Star City never allows us to forget for long the paranoia that suffuses this world as pervasively as air. From time to time, audio of characters’ conversations will switch over to the slightly muddy recorded versions Irina and her colleagues are listening to in Building 12, or cut out entirely where it’s been erased for self-serving reasons. In such a distrustful environment, everything that should be pure or holy or human is crushed under the weight of a state only interested in its own self-perpetuation.

So we watch as Chief Designer is forced to sneak his most ambitious plans under the noses of bureaucrats who care only about one-upping NASA. Anastasia spirals into despair as she’s forced to contort herself into an exemplar of Soviet womanhood for an adoring public and an unforgiving publicity apparatus.
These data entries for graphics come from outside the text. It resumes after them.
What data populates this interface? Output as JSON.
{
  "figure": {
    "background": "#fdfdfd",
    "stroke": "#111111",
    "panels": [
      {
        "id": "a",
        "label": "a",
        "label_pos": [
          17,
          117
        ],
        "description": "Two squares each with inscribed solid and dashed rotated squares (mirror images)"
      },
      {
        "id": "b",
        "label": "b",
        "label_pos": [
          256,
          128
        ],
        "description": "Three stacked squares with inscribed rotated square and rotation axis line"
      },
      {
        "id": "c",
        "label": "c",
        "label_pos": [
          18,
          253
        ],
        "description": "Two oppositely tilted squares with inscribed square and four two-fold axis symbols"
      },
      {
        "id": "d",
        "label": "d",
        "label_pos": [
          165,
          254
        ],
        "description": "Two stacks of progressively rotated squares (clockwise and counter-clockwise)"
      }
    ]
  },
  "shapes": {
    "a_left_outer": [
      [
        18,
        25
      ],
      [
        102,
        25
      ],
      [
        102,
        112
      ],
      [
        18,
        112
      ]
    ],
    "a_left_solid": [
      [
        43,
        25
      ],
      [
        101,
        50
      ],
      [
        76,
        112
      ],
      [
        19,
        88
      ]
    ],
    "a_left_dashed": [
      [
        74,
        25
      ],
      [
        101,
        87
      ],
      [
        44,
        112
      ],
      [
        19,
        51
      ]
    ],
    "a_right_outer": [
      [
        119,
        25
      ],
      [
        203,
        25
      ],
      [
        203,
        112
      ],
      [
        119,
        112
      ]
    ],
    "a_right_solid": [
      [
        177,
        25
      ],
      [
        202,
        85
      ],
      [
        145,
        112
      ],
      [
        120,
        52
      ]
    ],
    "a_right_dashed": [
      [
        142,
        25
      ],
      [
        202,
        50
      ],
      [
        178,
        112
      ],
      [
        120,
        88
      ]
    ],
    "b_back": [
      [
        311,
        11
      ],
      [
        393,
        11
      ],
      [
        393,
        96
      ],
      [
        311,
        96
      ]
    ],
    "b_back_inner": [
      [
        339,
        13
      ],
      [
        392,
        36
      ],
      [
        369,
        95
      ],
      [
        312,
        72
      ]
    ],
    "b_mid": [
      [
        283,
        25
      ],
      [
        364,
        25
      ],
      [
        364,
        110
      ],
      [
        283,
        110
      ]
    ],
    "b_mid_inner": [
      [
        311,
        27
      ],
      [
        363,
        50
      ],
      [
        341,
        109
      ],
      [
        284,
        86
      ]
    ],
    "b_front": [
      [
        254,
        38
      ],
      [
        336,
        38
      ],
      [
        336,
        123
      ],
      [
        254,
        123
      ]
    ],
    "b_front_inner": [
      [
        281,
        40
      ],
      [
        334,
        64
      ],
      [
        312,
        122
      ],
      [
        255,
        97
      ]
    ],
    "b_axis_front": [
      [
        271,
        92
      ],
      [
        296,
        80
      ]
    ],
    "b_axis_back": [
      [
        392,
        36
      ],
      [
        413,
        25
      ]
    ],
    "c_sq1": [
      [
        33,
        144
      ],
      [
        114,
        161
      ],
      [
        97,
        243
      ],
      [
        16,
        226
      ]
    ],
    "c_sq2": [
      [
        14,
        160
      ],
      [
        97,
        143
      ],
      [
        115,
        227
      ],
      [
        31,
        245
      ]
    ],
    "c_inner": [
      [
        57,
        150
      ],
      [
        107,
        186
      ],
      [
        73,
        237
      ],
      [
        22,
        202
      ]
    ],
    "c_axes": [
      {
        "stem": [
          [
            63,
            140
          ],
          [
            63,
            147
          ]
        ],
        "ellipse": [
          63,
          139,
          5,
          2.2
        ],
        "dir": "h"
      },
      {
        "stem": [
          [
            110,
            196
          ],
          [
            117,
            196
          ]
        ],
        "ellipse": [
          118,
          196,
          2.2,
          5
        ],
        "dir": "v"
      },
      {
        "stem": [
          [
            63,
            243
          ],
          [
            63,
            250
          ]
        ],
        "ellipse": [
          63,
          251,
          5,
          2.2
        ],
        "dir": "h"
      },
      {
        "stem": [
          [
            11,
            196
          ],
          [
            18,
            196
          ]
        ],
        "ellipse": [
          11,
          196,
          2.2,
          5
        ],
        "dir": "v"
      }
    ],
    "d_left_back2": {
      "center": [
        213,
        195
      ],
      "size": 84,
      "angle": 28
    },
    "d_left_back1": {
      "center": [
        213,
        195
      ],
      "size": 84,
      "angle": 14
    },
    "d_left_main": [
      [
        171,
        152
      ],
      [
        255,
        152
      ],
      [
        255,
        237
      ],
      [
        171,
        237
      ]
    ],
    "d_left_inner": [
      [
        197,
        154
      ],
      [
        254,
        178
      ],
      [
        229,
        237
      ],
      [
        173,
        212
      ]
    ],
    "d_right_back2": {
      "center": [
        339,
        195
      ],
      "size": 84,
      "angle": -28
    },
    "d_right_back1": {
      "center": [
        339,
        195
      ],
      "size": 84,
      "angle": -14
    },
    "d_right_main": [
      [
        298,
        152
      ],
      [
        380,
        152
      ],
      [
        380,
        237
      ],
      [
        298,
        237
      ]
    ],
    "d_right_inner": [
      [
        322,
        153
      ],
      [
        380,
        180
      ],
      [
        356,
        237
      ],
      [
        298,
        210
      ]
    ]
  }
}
Irina crosses ethical and legal lines as she evolves from an underling naïve enough to hope the truth might matter (“We do not arrest the innocent, comrade. Our power depends on it,” she’s informed when she tries to clear the name of someone unjustly accused) to one hardened enough to talk herself into torturing a prisoner.

If For All Mankind’s early seasons laid out an optimistic fantasy of what space travel could be, scientific advancement and social progress sweeping ahead hand in hand, Star City posits a much darker vision, and arguably one much more in keeping with our own current national mood. It makes for a bleak time — but some very compelling drama.